Or how I learned to love the sound of a broken record. broken record. broken record.
It was deja vu all over again yesterday. Another day, another apparent smoking gun carelessly left behind by the George W. Bush administration. From the April 12 Press Briefing starring Scott McClellan:
Q Scott, there were reports this morning that in late May of 2003 there were questions raised about whether or not the trailers were bio-weapons -- mobile bio-weapons in Iraq. When did the administration come to understand that those trailers were not mobile bio-weapons labs?
MR. McCLELLAN: I don't think that's a new issue. I mean, I saw the report. This is nothing more than rehashing an old issue that was resolved long ago. I cannot count how many times the President has said the intelligence was wrong. The Robb-Silberman Commission, which was the independent bipartisan commission that looked into this intelligence, said that the intelligence community's assessment of Iraq's biological weapons programs was almost entirely wrong.
This is another in a string of old issues that aren't resolved in anyone's mind if they have been following the unfolding tragedy that is the 21st Century Bush administration.
The old issue in question yesterday was resolved by the "Robb-Silberman Commission" in Scott's mind. That is truthiness because the Robb-Silberman Commission was not tasked with determining whether or not the Bush administration intentionally misrepresented what is commonly called 'the truth' amongst the Mythical Little Persons (MLPs) of yore.
Familiar plot, subplot, and actors? Here's the roiling attack by Murray Waas on the truthiness of another divergence from mutually agreed upon reality:
Hadley was particularly concerned that the public might learn of a classified one-page summary of a National Intelligence Estimate, specifically written for Bush in October 2002. The summary said that although "most agencies judge" that the aluminum tubes were "related to a uranium enrichment effort," the State Department's Bureau of Intelligence and Research and the Energy Department's intelligence branch "believe that the tubes more likely are intended for conventional weapons."
Three months after receiving that assessment, the president stated without qualification in his January 28, 2003, State of the Union address: "The British government has learned that Saddam Hussein recently sought significant quantities of uranium from Africa. Our intelligence sources tell us that he has attempted to purchase high-strength aluminum tubes suitable for nuclear weapons production."
The insight from Murray Waas about the truthiness of the aluminum tubes used to largely justify the current Iraq War seems so last week that the mere mentioning of it is to prove the administration's point that MLPs dwell in a land of reality with a strange fascination with cause and effect, despite the ever present passage of time.
Another deja pour vu - remember the stink those mean ole Democrats made over whether the Bush administration intentionally misrepresented the intelligence which was used to lead the nation into war? The short lived shut down of the Senate caught the attention of the drunken monkey of traditional media for a moment.
Here's some of what Senator Harry Reid emailed to supporters the day of the revolt in the Senate:
Obviously we know now their nuclear claims were wholly inaccurate. But more troubling is the fact that a lot of intelligence experts were telling the Administration then that its claims about Saddam's nuclear capabilities were false.
The situation was very similar with respect to Saddam's links to Al Qaeda. The Vice President told the American people, "We know he's out trying once again to produce nuclear weapons and we know he has a longstanding relationship with various terrorist groups including the Al Qaeda organization.";
The Bush Administration assertions on this score have been totally discredited. But again, the Administration went ahead with these assertions in spite of the fact that the government's top experts did not agree with these claims.
More old news. I'd like to see this sort of defense jump into the reality based community where I live. Can you imagine the lives we could lead if a mortgage broker came a knocking for the money you owed them, and all they had were silly pieces of paper from years ago to lay claim to your hard earned disposable income?
"Get lost Bubba - that was 1999!"
- And tonite I'm gonna party like.. well, like it's the end.
Update - What is Treason?
In law, treason is the crime of disloyalty to one's nation. A person who betrays the nation of their citizenship and/or reneges on an oath of loyalty and in some way willfully cooperates with an enemy, is considered to be a traitor. Oran's Dictionary of the Law (1983) defines treason as: "...[a]...citizen's actions to help a foreign government overthrow, make war against, or seriously injure the [parent nation]."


→ What you have to do: From the listing below, pick out each line with the word "Image".

+ + + +

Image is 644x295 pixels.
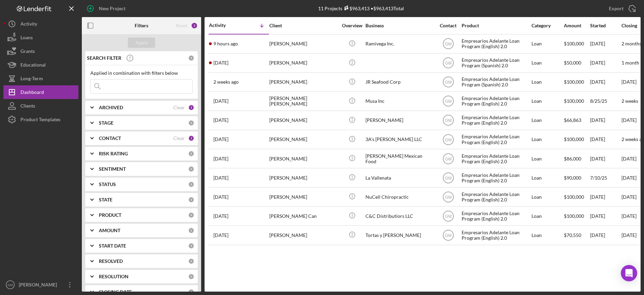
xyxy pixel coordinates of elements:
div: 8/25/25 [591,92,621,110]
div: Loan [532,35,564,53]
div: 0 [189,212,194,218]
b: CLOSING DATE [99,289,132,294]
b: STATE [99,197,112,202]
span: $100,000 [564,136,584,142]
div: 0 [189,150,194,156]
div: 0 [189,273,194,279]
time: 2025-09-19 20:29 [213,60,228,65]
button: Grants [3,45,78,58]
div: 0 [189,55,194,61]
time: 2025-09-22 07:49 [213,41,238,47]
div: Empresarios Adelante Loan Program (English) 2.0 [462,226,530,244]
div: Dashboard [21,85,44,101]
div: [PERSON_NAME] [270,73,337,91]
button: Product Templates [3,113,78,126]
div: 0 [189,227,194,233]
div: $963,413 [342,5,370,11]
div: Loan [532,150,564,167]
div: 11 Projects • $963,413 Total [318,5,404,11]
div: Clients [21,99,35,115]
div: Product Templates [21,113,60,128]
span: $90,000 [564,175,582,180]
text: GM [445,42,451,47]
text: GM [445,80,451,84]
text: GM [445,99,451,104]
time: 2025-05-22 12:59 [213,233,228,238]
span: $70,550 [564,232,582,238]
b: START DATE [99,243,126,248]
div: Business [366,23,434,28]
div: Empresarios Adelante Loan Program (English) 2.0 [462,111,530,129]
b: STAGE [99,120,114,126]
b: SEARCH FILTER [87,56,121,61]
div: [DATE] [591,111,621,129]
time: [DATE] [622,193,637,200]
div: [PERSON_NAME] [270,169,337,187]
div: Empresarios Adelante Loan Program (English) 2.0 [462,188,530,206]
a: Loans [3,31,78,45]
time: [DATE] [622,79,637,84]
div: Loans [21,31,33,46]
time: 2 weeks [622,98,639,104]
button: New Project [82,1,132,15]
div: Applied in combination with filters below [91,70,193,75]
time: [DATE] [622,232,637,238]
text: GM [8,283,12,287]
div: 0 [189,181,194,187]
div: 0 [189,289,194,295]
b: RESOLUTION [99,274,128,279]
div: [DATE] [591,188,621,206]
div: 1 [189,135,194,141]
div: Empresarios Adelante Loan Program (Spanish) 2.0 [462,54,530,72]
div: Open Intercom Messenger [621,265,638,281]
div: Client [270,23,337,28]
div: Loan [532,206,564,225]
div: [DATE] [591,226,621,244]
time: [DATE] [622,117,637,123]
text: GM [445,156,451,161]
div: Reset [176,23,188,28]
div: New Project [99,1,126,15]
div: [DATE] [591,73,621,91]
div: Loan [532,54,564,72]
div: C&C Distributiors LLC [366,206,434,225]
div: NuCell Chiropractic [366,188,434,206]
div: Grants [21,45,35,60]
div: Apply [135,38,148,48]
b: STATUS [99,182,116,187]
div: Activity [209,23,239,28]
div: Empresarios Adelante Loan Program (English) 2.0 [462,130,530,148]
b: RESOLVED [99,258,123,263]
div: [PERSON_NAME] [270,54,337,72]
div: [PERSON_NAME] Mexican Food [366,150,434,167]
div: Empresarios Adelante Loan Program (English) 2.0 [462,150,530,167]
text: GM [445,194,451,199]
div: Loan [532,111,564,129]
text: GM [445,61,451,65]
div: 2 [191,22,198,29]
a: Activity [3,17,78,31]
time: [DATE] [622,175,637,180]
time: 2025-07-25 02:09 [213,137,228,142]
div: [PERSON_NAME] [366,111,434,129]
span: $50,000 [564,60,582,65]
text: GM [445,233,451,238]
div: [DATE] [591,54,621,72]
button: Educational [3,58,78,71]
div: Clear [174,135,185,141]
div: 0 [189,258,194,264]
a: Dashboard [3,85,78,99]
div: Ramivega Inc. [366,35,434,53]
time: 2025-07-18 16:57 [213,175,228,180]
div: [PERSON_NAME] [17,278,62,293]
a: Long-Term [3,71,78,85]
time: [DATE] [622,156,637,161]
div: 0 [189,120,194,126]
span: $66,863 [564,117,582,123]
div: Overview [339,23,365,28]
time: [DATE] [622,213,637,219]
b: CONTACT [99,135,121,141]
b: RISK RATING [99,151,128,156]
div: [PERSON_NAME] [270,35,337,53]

+ + + +

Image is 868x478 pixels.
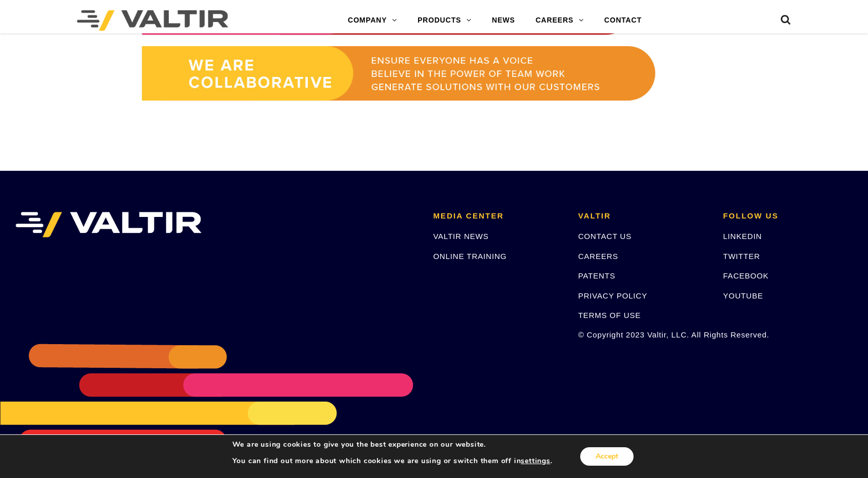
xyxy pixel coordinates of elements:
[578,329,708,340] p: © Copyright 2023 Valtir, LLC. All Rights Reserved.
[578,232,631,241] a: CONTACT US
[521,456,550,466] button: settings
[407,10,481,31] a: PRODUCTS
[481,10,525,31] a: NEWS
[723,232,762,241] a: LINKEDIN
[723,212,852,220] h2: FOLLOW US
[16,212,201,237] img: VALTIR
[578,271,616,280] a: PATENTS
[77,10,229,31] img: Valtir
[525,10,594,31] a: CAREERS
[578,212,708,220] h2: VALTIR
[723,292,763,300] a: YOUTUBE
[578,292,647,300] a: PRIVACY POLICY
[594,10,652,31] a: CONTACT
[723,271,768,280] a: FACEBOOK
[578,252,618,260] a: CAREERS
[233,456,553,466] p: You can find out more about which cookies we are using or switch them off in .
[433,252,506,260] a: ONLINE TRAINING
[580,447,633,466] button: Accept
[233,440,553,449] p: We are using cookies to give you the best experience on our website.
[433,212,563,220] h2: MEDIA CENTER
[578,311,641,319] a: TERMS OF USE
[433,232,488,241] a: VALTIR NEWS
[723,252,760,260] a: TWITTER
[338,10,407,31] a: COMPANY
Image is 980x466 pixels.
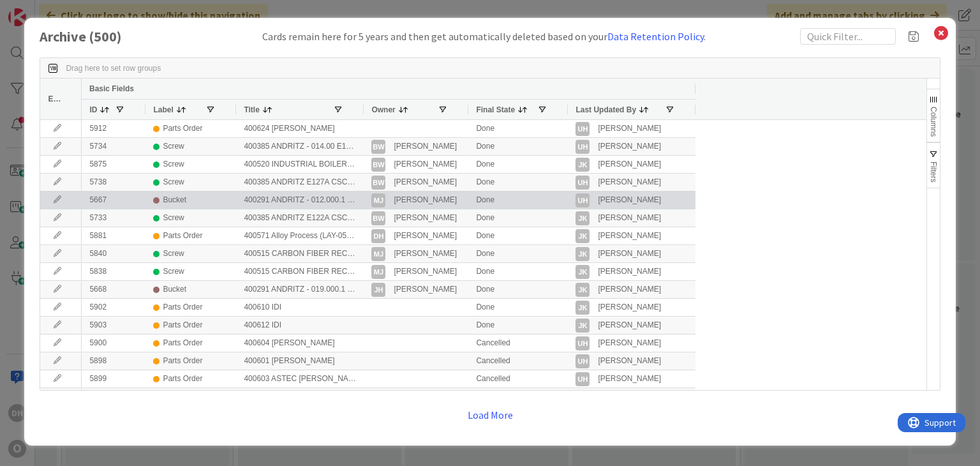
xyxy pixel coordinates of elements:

+ + + +

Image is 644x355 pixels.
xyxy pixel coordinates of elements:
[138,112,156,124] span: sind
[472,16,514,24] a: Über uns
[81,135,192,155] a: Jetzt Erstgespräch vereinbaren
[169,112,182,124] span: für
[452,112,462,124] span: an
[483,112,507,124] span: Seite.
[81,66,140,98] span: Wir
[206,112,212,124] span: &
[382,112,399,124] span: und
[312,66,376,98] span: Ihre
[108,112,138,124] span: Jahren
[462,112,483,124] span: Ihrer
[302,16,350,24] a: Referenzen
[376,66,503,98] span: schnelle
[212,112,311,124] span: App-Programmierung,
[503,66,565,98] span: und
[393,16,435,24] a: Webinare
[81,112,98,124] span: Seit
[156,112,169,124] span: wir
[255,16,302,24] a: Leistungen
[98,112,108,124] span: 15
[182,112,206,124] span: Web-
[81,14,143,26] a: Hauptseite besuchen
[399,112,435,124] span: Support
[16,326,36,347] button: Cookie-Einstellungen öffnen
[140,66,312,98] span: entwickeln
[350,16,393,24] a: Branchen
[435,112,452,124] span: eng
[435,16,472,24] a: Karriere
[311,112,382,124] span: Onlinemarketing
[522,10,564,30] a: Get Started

+ + + +

→ Written response:
Image is 644x295 pixels.
Image is 868x478 pixels.
Image is 980x466 pixels.
Image is 644x355 pixels.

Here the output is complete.